Comment 7 Lennart Poettering 2013-03-07 12:39:01 UTC
systemd git will now set FS ACL's on /var/log/journal by default, for both "wheel" and for "adm". The journal files are now owned by "systemd-journal" instead, which is a new group which can be used by software that wants access to just the journal, and nothing else, which is stricter than "adm" or "wheel". For example, systemd-journal-gatewayd now uses this group to get access to the journal.

I also documented the FS ACL logic in the systemd-journald.service(8) man page.

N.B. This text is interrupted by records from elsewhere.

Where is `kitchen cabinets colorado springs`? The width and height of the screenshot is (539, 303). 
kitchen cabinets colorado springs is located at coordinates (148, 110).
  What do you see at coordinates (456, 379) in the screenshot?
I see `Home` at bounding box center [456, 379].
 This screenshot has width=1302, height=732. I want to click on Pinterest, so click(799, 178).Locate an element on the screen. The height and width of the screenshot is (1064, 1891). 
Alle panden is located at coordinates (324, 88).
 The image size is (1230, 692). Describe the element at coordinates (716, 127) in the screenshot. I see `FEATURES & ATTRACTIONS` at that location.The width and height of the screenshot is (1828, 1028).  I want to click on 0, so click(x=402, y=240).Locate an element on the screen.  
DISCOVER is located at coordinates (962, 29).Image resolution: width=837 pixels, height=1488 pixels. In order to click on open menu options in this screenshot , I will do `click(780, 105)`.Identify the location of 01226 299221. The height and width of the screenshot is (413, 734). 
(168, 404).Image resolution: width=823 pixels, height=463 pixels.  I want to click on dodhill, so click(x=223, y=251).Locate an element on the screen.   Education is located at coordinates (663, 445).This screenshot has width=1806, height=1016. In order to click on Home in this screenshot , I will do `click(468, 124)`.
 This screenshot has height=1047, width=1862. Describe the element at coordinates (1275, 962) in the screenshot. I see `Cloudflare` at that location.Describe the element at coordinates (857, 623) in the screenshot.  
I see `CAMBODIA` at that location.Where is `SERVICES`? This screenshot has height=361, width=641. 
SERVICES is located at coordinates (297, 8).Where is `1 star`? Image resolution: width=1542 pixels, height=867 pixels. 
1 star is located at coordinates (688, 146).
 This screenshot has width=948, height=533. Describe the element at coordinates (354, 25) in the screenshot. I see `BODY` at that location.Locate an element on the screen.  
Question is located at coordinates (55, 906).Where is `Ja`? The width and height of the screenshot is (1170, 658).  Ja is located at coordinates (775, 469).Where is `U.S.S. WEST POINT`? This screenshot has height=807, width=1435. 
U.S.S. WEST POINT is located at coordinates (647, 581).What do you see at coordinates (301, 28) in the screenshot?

I guess this settles this bug.

Comment 8 Fedora Update System 2013-04-10 20:16:27 UTC
systemd-201-2.fc18.1 has been submitted as an update for Fedora 18.
https://admin.fedoraproject.org/updates/systemd-201-2.fc18.1

Comment 9 Fedora Update System 2013-04-11 23:29:40 UTC
Package systemd-201-2.fc18.2:
* should fix your issue,
* was pushed to the Fedora 18 testing repository,
* should be available at your local mirror within two days.
Update it with:
# su -c 'yum update --enablerepo=updates-testing systemd-201-2.fc18.2'
as soon as you are able to.
Please go to the following url:
https://admin.fedoraproject.org/updates/FEDORA-2013-5452/systemd-201-2.fc18.2
then log in and leave karma (feedback).

Comment 10 Michal Schmidt 2013-04-15 17:18:40 UTC
Adding this BZ to the F18 update was my mistake. We do not create a persistent journal by default in F18.